As a pensioner I pay income tax on my earnings from savings, including government pension and any other pension income, I pay council tax and I pay VAT on everything as well as fuel duty and alcohol duty.

The *only* tax I *don't* pay, is national insurance.

Reply to
The Natural Philosopher

Me too and I've just settled my TV licence!

Reply to
Tim Lamb

really

you must have a shed load of savings

at current rates of about 0.8% interest you need a cool million to reach the taxable band

Reply to
tim...

that's a user fee

not a tax

Reply to
tim...

only in tiny amounts

Reply to
tim...

That is why I don't have any savings invested at 0.8%

First of all, you pay tax on your state pension - or at least it uses up the majority of your tax free allowance. After that if you have any private pensions that take your total income over (in my case) £12500 p.a. they are taxed. It's not hard to get a sort of 3-4% return out of almost anything, and with the state pension running at ~£9600 p.a. there's only £2900 of tax free income left

So that is £100k more or less of 'safe' investment - not a cool million.

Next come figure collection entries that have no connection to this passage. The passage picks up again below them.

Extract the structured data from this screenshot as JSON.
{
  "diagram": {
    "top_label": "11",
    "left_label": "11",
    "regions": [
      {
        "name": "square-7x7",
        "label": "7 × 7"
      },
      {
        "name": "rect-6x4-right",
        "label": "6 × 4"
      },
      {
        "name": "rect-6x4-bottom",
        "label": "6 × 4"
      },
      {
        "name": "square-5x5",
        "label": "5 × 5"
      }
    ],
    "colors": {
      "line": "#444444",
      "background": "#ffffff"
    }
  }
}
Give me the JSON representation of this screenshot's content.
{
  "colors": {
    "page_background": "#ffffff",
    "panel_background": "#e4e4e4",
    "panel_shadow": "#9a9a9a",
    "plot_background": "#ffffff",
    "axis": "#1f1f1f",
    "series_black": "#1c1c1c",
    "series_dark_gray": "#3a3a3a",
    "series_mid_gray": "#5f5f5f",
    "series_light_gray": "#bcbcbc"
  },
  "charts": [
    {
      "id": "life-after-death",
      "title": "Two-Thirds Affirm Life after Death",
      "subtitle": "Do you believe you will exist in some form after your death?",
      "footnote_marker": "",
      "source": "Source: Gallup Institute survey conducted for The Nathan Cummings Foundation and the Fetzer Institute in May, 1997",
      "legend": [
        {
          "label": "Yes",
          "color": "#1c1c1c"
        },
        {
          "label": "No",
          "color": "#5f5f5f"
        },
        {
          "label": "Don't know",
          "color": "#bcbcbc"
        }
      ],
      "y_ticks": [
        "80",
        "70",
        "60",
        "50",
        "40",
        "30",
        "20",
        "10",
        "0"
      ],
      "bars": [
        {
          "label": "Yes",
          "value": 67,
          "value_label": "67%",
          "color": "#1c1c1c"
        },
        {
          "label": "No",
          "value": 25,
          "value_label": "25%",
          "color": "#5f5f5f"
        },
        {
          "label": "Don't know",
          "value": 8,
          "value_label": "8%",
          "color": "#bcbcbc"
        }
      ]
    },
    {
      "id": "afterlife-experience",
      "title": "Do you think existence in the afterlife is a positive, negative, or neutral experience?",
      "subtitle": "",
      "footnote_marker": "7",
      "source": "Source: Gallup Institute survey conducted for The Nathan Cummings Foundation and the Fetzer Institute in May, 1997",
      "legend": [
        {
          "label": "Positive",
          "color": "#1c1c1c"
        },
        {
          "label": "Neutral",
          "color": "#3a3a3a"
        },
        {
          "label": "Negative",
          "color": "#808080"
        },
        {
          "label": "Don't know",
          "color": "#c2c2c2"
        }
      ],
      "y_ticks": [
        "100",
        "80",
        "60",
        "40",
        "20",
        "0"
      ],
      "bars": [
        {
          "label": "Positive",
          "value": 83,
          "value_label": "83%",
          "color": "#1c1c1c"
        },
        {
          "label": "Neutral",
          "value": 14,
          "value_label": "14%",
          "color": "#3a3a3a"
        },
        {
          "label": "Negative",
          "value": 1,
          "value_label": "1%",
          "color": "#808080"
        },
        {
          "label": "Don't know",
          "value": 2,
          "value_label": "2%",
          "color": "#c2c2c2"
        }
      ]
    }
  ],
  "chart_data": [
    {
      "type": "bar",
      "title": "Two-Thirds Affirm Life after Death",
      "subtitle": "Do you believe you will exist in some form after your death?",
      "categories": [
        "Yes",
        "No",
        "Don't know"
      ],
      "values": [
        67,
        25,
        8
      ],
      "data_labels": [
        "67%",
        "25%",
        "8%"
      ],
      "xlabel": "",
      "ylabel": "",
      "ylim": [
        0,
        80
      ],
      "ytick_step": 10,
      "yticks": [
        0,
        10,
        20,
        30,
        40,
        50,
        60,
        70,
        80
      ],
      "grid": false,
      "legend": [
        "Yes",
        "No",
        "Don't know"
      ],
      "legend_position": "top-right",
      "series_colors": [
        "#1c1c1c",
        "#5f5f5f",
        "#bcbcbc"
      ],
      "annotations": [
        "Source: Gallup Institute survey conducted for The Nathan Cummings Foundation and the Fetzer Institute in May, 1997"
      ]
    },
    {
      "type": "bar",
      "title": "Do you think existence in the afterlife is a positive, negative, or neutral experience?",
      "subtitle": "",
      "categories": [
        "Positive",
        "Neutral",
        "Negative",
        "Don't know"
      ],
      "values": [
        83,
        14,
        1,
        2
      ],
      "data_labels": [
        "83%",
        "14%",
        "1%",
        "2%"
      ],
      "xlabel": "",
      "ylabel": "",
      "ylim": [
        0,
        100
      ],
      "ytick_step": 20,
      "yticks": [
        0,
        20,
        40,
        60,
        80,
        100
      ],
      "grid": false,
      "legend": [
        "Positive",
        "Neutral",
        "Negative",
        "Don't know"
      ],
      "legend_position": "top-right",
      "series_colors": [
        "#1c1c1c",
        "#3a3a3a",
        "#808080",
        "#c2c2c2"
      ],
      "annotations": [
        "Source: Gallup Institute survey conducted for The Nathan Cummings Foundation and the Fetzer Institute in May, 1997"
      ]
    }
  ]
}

BUT in my case I have so many capital losses from the dot com crash that I can carry over that I can get money out tax free as long as I am making it via capital gains, so I invest in high alpha growth funds rather than interest paying ones.

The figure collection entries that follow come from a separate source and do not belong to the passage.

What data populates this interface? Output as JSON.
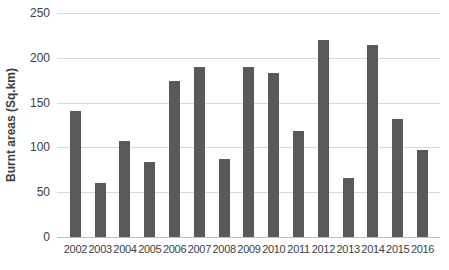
{
  "chart_data": {
    "type": "bar",
    "title": "",
    "categories": [
      "2002",
      "2003",
      "2004",
      "2005",
      "2006",
      "2007",
      "2008",
      "2009",
      "2010",
      "2011",
      "2012",
      "2013",
      "2014",
      "2015",
      "2016"
    ],
    "values": [
      141,
      60,
      107,
      84,
      174,
      190,
      87,
      190,
      183,
      118,
      220,
      66,
      214,
      132,
      97
    ],
    "xlabel": "",
    "ylabel": "Burnt areas (Sq.km)",
    "ylim": [
      0,
      250
    ],
    "yticks": [
      0,
      50,
      100,
      150,
      200,
      250
    ],
    "grid": true,
    "legend": false,
    "colors": {
      "bar": "#595959",
      "gridline": "#d9d9d9",
      "axis_line": "#bfbfbf",
      "text": "#404040",
      "background": "#ffffff"
    }
  }
}
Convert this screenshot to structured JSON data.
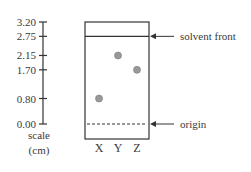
{
  "scale": {
    "ticks": [
      "3.20",
      "2.75",
      "2.15",
      "1.70",
      "0.80",
      "0.00"
    ],
    "tick_values": [
      3.2,
      2.75,
      2.15,
      1.7,
      0.8,
      0.0
    ],
    "label_line1": "scale",
    "label_line2": "(cm)"
  },
  "plate": {
    "solvent_front_cm": 2.75,
    "top_cm": 3.2,
    "origin_cm": 0.0,
    "lanes": [
      "X",
      "Y",
      "Z"
    ],
    "spots": [
      {
        "lane": "X",
        "distance_cm": 0.8
      },
      {
        "lane": "Y",
        "distance_cm": 2.15
      },
      {
        "lane": "Z",
        "distance_cm": 1.7
      }
    ],
    "spot_color": "#999999"
  },
  "annotations": {
    "solvent_front": "solvent front",
    "origin": "origin"
  }
}
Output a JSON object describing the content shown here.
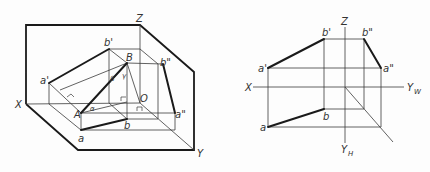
{
  "figure_left": {
    "title": "Axonometric view of line AB in three projection planes",
    "axis_labels": {
      "x": "X",
      "y": "Y",
      "z": "Z",
      "origin": "O"
    },
    "points": {
      "A": "A",
      "B": "B",
      "a": "a",
      "b": "b",
      "a_prime": "a'",
      "b_prime": "b'",
      "a_double_prime": "a\"",
      "b_double_prime": "b\""
    },
    "angles": {
      "alpha": "α",
      "beta": "β",
      "gamma": "γ"
    }
  },
  "figure_right": {
    "title": "Orthographic projection of line AB",
    "axis_labels": {
      "x": "X",
      "z": "Z",
      "yw": "Y",
      "yw_sub": "W",
      "yh": "Y",
      "yh_sub": "H"
    },
    "points": {
      "a": "a",
      "b": "b",
      "a_prime": "a'",
      "b_prime": "b'",
      "a_double_prime": "a\"",
      "b_double_prime": "b\""
    }
  },
  "colors": {
    "line": "#3a3a3a",
    "thick_line": "#1a1a1a",
    "background": "#fdfdfd"
  }
}
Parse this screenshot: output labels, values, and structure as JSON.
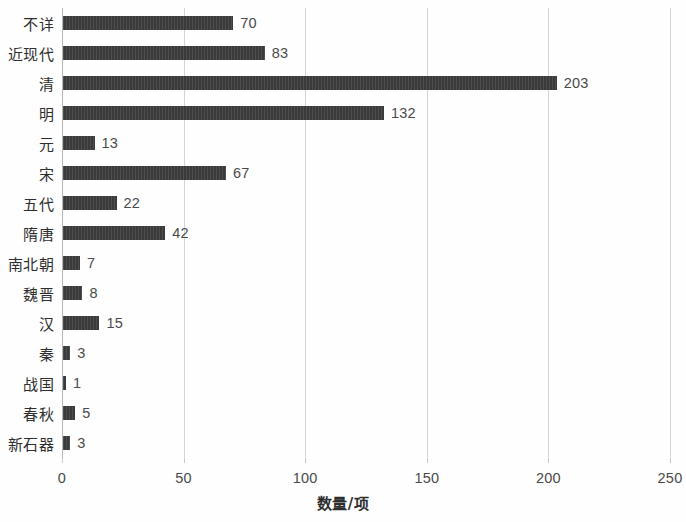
{
  "chart_data": {
    "type": "bar",
    "orientation": "horizontal",
    "title": "",
    "xlabel": "数量/项",
    "ylabel": "",
    "xlim": [
      0,
      250
    ],
    "xticks": [
      0,
      50,
      100,
      150,
      200,
      250
    ],
    "grid": true,
    "legend": null,
    "bar_color": "#3a3a3a",
    "categories": [
      "不详",
      "近现代",
      "清",
      "明",
      "元",
      "宋",
      "五代",
      "隋唐",
      "南北朝",
      "魏晋",
      "汉",
      "秦",
      "战国",
      "春秋",
      "新石器"
    ],
    "values": [
      70,
      83,
      203,
      132,
      13,
      67,
      22,
      42,
      7,
      8,
      15,
      3,
      1,
      5,
      3
    ],
    "data_labels": [
      "70",
      "83",
      "203",
      "132",
      "13",
      "67",
      "22",
      "42",
      "7",
      "8",
      "15",
      "3",
      "1",
      "5",
      "3"
    ]
  }
}
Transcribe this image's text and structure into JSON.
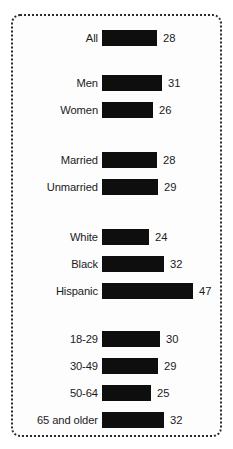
{
  "chart_data": {
    "type": "bar",
    "title": "",
    "subtitle": "",
    "xlabel": "",
    "ylabel": "",
    "orientation": "horizontal",
    "grid": false,
    "legend": false,
    "xlim": [
      0,
      50
    ],
    "value_suffix": "",
    "categories": [
      "All",
      "Men",
      "Women",
      "Married",
      "Unmarried",
      "White",
      "Black",
      "Hispanic",
      "18-29",
      "30-49",
      "50-64",
      "65 and older"
    ],
    "values": [
      28,
      31,
      26,
      28,
      29,
      24,
      32,
      47,
      30,
      29,
      25,
      32
    ],
    "groups": [
      {
        "name": "total",
        "labels": [
          "All"
        ],
        "values": [
          28
        ]
      },
      {
        "name": "gender",
        "labels": [
          "Men",
          "Women"
        ],
        "values": [
          31,
          26
        ]
      },
      {
        "name": "marital-status",
        "labels": [
          "Married",
          "Unmarried"
        ],
        "values": [
          28,
          29
        ]
      },
      {
        "name": "race-ethnicity",
        "labels": [
          "White",
          "Black",
          "Hispanic"
        ],
        "values": [
          24,
          32,
          47
        ]
      },
      {
        "name": "age",
        "labels": [
          "18-29",
          "30-49",
          "50-64",
          "65 and older"
        ],
        "values": [
          30,
          29,
          25,
          32
        ]
      }
    ],
    "colors": {
      "bar": "#0e0e0e",
      "text": "#1b1b1b",
      "background": "#fdfdfd",
      "border": "#2b2b2b"
    }
  },
  "rows": [
    {
      "label": "All",
      "value": "28",
      "top": 29,
      "width": 55,
      "num": 28
    },
    {
      "label": "Men",
      "value": "31",
      "top": 74,
      "width": 60,
      "num": 31
    },
    {
      "label": "Women",
      "value": "26",
      "top": 101,
      "width": 51,
      "num": 26
    },
    {
      "label": "Married",
      "value": "28",
      "top": 151,
      "width": 55,
      "num": 28
    },
    {
      "label": "Unmarried",
      "value": "29",
      "top": 178,
      "width": 56,
      "num": 29
    },
    {
      "label": "White",
      "value": "24",
      "top": 228,
      "width": 47,
      "num": 24
    },
    {
      "label": "Black",
      "value": "32",
      "top": 255,
      "width": 62,
      "num": 32
    },
    {
      "label": "Hispanic",
      "value": "47",
      "top": 282,
      "width": 91,
      "num": 47
    },
    {
      "label": "18-29",
      "value": "30",
      "top": 330,
      "width": 58,
      "num": 30
    },
    {
      "label": "30-49",
      "value": "29",
      "top": 357,
      "width": 56,
      "num": 29
    },
    {
      "label": "50-64",
      "value": "25",
      "top": 384,
      "width": 49,
      "num": 25
    },
    {
      "label": "65 and older",
      "value": "32",
      "top": 411,
      "width": 62,
      "num": 32
    }
  ]
}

Even if you don't have that you still have a further £12,300 worth of capital gains you can use up each year ex of tax.

So it's possible to be pulling about £24,800 out of your savings each year before you pay income or capital gains tax if you avoid investments that pay dividends and go for capital growth.

If you have more than £10,000 on deposit, you need to be talking to a financial adviser, or doing your own research.

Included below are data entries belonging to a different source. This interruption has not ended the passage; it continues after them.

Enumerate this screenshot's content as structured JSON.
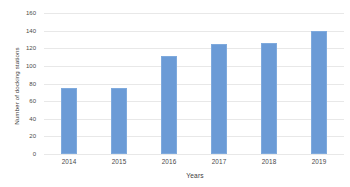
{
  "chart_data": {
    "type": "bar",
    "title": "",
    "xlabel": "Years",
    "ylabel": "Number of docking stations",
    "categories": [
      "2014",
      "2015",
      "2016",
      "2017",
      "2018",
      "2019"
    ],
    "values": [
      75,
      75,
      111,
      125,
      126,
      140
    ],
    "series": [
      {
        "name": "Number of docking stations",
        "values": [
          75,
          75,
          111,
          125,
          126,
          140
        ]
      }
    ],
    "ylim": [
      0,
      160
    ],
    "yticks": [
      0,
      20,
      40,
      60,
      80,
      100,
      120,
      140,
      160
    ],
    "ytick_labels": [
      "0",
      "20",
      "40",
      "60",
      "80",
      "100",
      "120",
      "140",
      "160"
    ],
    "xtick_labels": [
      "2014",
      "2015",
      "2016",
      "2017",
      "2018",
      "2019"
    ],
    "grid": true,
    "grid_axis": "y",
    "legend": false,
    "legend_position": "none",
    "bar_color": "#6b9bd6",
    "gridline_color": "#e8e8e8",
    "text_color": "#4a4a4a",
    "background_color": "#ffffff"
  }
}
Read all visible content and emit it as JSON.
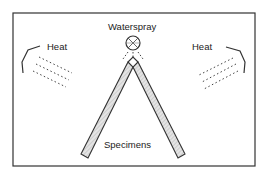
{
  "diagram": {
    "labels": {
      "waterspray": "Waterspray",
      "heat_left": "Heat",
      "heat_right": "Heat",
      "specimens": "Specimens"
    },
    "components": [
      {
        "name": "waterspray-nozzle",
        "icon": "circle-cross"
      },
      {
        "name": "heat-lamp-left",
        "icon": "bent-reflector"
      },
      {
        "name": "heat-lamp-right",
        "icon": "bent-reflector"
      },
      {
        "name": "specimen-left",
        "icon": "hatched-bar"
      },
      {
        "name": "specimen-right",
        "icon": "hatched-bar"
      }
    ],
    "colors": {
      "stroke": "#333333",
      "fill": "#dddddd",
      "background": "#ffffff"
    }
  }
}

Its extremely easy these days to open an online trading account and buy bonds or funds - just avoid Barclays stockbrokers.

But I would in fact not go for interest, but for capital growth, if you have a pot of money that you are not using. You can always sell a bit and get money out for emergencies up to the capital gains limit...and remember if your holding has say doubled, since you bought it you can sell up to 25000 and still only show a 12500 capital gain.

Sticking money in deposit is for people with just a little bit of money and no clue. You need a financial advisor and an accountant if you have more.

Reply to
The Natural Philosopher

two points here wotrth mentioning:

  1. if your shares or investment trusts or bonda are held within an ISA wrapper, income tax on dividends and CGT on capital gains does not apply......
  2. Finding shares with dividends of 3 to 4% is easy and buy..... Finding shares that will achieve capital growth is much harder though!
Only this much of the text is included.